Hai no Majutsushi
Review by Mike Finkelstein
Have you ever wanted to play Mahjong with Konami mascot characters? That's the basic question asked by Hai no Majutsushi, a bare-bones gaming experience that is only worth discussing here, on The Inverted Dungeon, simply because it has Simon Belmont in it. If that sounds fun to you then you might still want to stop and think before booting up this game. For everyone else, though, if that already sounds like a boring experience you may as well move on already.
For those that have played Mahjong before (or watched it, or just tried to parse what was going on well enough so you could write a review for a Castlevania site), Hai no Majutsushi is exactly what'd you expect from the game. This is pure, proper Mahjong as developed in in Qing dynasty-era China and then spread across Asia. It's a gambling game where four players sit around a table, each getting a randomly shuffle quarter of the entire stack of tiles, and then they'll lay out tiles on the board until someone can lay down some kind of Rummy-like sequence.
Admittedly, if you're a Westerner, you probably have no clue what I just said. For you, Mahjong isn't a Rummy-style game at all. More likely you're used to playing a game called Shanghai which, here in the States, is often called "Mahjong" even though the only thing it shares with the classic game are the titles. Shanghai is a single-player puzzle experience, not a four-player (or, in some variants, three-player) gambling title.
That's the obvious reason why this game never came over to the West, of course: we just don't traditionally play proper Mahjong. The closest many of us have come to it is seeing it used as a backdrop on some "Chinatown" set as characters play the game in the background while the real plot happens in front of the cameras. This isn't a game we tend to play, going instead for card-based games that, admittedly, have a similar feel to them once you get used to the rules of Mahjong.
If you do know how to play the game, you could probably stumble your way through Hai no Majutsushi as this is exactly the game you'd expect. Of course you need to be able to read Japanese (as there's no English translation in the official package), and by then one would have to assume you're also familiar with the language too if you're picking up a computer Mahjong title). Once you get in, and find the characters you'll be playing against, you'd get Mahjong, exactly as you expect it.
For an inexperienced player, such as myself, there really isn't much to keep you going with the title. The game can seem obtuse and hard to parse for outsiders, with players laying tiles seemingly at random, and then eventually some player calling out their win (I imagine them shouting "Rummy!" even though I know they aren't) before the points are totaled. As should be expected, I failed to get far in this game and lost the few times I tried to play it. This version of the game just isn't for me.
Of course, it wasn't meant for us so I don't know how much I can really hold that against the title. Released on the MSX2, it was never meant to come outside Japan's shores and make no effort to cater to anyone that isn't (a) Japanese and (b) familiar with the game. If you want to learn to play Mahjong there are plenty of English-language tutorials to get you through the experience (even Wikipedia's page on the game is pretty detailed). That's certainly a better way to get into it than to dive into this obtuse title that makes no bones about its game or what it is.
That said, it is a very bare-bones experience. What you get is Mahjong with the traditional titles and not much else. Yes, there are mascot characters in the game, but they aren't really in the game. You're not sitting around a table, watching Simon layout out tiles and think about his next move. You don't even see the mascots until they win a game, and then a single portrait of each of them shows up to rub it in your face. The rest of the time it's just the game of Mahjong, no frills and nothing else.
Admittedly for an 8-bit era game it plays well enough. The game has a jaunty tune going the whole time, and the sound of the tiles being laid down is actually surprisingly good despite the hardware. It plays quickly enough, with the computer opponents picking their tiles quickly and smoothly, without any long periods of drag as the game tries to think about what to do next. The titles are large enough, easy to identify, and full color. But that's really about it. This isn't a special package at all, not by any degree, and probably felt pretty stripped down even when it came out all the way back in 1989.
For the era if arrived, Hai no Majutsushi really wasn't all that special. It had the Konami logo on it, and the barest amount of mascot art included, but it's really just a Mahjong game, through and through. For the era it was pretty basic, and now, over 30 years later, it's even more bare-bones feeling than before. This is little more than a curiosity, quickly forgotten once you've shut it off.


● Problem description:
Retyping the entire listing exactly is the task.

··· Material for this task ···

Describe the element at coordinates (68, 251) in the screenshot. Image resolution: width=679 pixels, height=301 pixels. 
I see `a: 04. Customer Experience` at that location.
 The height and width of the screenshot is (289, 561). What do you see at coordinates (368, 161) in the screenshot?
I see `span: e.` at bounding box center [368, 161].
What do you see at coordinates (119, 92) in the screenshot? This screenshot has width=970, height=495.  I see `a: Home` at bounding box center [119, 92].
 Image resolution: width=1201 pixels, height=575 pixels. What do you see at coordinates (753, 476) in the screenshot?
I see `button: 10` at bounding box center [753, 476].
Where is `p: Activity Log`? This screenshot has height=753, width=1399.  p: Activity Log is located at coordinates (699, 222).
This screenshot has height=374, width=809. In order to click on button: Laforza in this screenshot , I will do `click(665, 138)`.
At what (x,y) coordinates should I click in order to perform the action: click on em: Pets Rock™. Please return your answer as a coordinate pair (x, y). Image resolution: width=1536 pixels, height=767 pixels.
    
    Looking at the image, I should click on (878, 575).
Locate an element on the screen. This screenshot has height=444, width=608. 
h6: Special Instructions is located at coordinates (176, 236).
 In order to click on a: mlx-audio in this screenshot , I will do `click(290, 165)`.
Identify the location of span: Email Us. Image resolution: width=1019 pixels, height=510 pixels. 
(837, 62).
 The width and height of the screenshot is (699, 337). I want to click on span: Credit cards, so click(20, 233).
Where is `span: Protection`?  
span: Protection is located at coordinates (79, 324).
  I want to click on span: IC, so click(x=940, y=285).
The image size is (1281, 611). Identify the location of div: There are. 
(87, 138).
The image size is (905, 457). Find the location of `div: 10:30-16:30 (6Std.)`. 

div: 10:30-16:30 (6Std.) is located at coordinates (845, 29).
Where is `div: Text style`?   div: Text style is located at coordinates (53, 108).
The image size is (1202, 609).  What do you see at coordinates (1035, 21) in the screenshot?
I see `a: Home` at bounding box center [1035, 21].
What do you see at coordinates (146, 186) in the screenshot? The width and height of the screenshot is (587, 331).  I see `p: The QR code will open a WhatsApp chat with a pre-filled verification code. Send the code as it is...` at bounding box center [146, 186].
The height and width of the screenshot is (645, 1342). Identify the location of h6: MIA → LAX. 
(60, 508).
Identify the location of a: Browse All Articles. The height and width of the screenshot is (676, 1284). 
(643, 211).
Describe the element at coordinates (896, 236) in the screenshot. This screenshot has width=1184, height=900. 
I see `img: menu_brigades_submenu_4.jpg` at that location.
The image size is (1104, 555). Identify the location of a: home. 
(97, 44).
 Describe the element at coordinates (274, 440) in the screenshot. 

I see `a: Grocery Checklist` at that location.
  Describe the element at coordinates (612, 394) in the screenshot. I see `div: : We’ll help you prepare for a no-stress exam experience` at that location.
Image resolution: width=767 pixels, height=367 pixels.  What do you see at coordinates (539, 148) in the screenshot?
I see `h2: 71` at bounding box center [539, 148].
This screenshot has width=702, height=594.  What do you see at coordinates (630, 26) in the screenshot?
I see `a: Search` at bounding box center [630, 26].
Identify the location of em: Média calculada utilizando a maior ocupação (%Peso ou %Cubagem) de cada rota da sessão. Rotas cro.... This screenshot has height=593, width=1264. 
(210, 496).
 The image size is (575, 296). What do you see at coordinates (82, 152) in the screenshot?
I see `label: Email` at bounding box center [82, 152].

···

● Answer space:
Describe the element at coordinates (68, 251) in the screenshot. Image resolution: width=679 pixels, height=301 pixels. 
I see `a: 04. Customer Experience` at that location.
 The height and width of the screenshot is (289, 561). What do you see at coordinates (368, 161) in the screenshot?
I see `span: e.` at bounding box center [368, 161].
What do you see at coordinates (119, 92) in the screenshot? This screenshot has width=970, height=495.  I see `a: Home` at bounding box center [119, 92].
 Image resolution: width=1201 pixels, height=575 pixels. What do you see at coordinates (753, 476) in the screenshot?
I see `button: 10` at bounding box center [753, 476].
Where is `p: Activity Log`? This screenshot has height=753, width=1399.  p: Activity Log is located at coordinates (699, 222).
This screenshot has height=374, width=809. In order to click on button: Laforza in this screenshot , I will do `click(665, 138)`.
At what (x,y) coordinates should I click in order to perform the action: click on em: Pets Rock™. Please return your answer as a coordinate pair (x, y). Image resolution: width=1536 pixels, height=767 pixels.
    
    Looking at the image, I should click on (878, 575).
Locate an element on the screen. This screenshot has height=444, width=608. 
h6: Special Instructions is located at coordinates (176, 236).
 In order to click on a: mlx-audio in this screenshot , I will do `click(290, 165)`.
Identify the location of span: Email Us. Image resolution: width=1019 pixels, height=510 pixels. 
(837, 62).
 The width and height of the screenshot is (699, 337). I want to click on span: Credit cards, so click(20, 233).
Where is `span: Protection`?  
span: Protection is located at coordinates (79, 324).
  I want to click on span: IC, so click(x=940, y=285).
The image size is (1281, 611). Identify the location of div: There are. 
(87, 138).
The image size is (905, 457). Find the location of `div: 10:30-16:30 (6Std.)`. 

div: 10:30-16:30 (6Std.) is located at coordinates (845, 29).
Where is `div: Text style`?   div: Text style is located at coordinates (53, 108).
The image size is (1202, 609).  What do you see at coordinates (1035, 21) in the screenshot?
I see `a: Home` at bounding box center [1035, 21].
What do you see at coordinates (146, 186) in the screenshot? The width and height of the screenshot is (587, 331).  I see `p: The QR code will open a WhatsApp chat with a pre-filled verification code. Send the code as it is...` at bounding box center [146, 186].
The height and width of the screenshot is (645, 1342). Identify the location of h6: MIA → LAX. 
(60, 508).
Identify the location of a: Browse All Articles. The height and width of the screenshot is (676, 1284). 
(643, 211).
Describe the element at coordinates (896, 236) in the screenshot. This screenshot has width=1184, height=900. 
I see `img: menu_brigades_submenu_4.jpg` at that location.
The image size is (1104, 555). Identify the location of a: home. 
(97, 44).
 Describe the element at coordinates (274, 440) in the screenshot. 

I see `a: Grocery Checklist` at that location.
  Describe the element at coordinates (612, 394) in the screenshot. I see `div: : We’ll help you prepare for a no-stress exam experience` at that location.
Image resolution: width=767 pixels, height=367 pixels.  What do you see at coordinates (539, 148) in the screenshot?
I see `h2: 71` at bounding box center [539, 148].
This screenshot has width=702, height=594.  What do you see at coordinates (630, 26) in the screenshot?
I see `a: Search` at bounding box center [630, 26].
Identify the location of em: Média calculada utilizando a maior ocupação (%Peso ou %Cubagem) de cada rota da sessão. Rotas cro.... This screenshot has height=593, width=1264. 
(210, 496).
 The image size is (575, 296). What do you see at coordinates (82, 152) in the screenshot?
I see `label: Email` at bounding box center [82, 152].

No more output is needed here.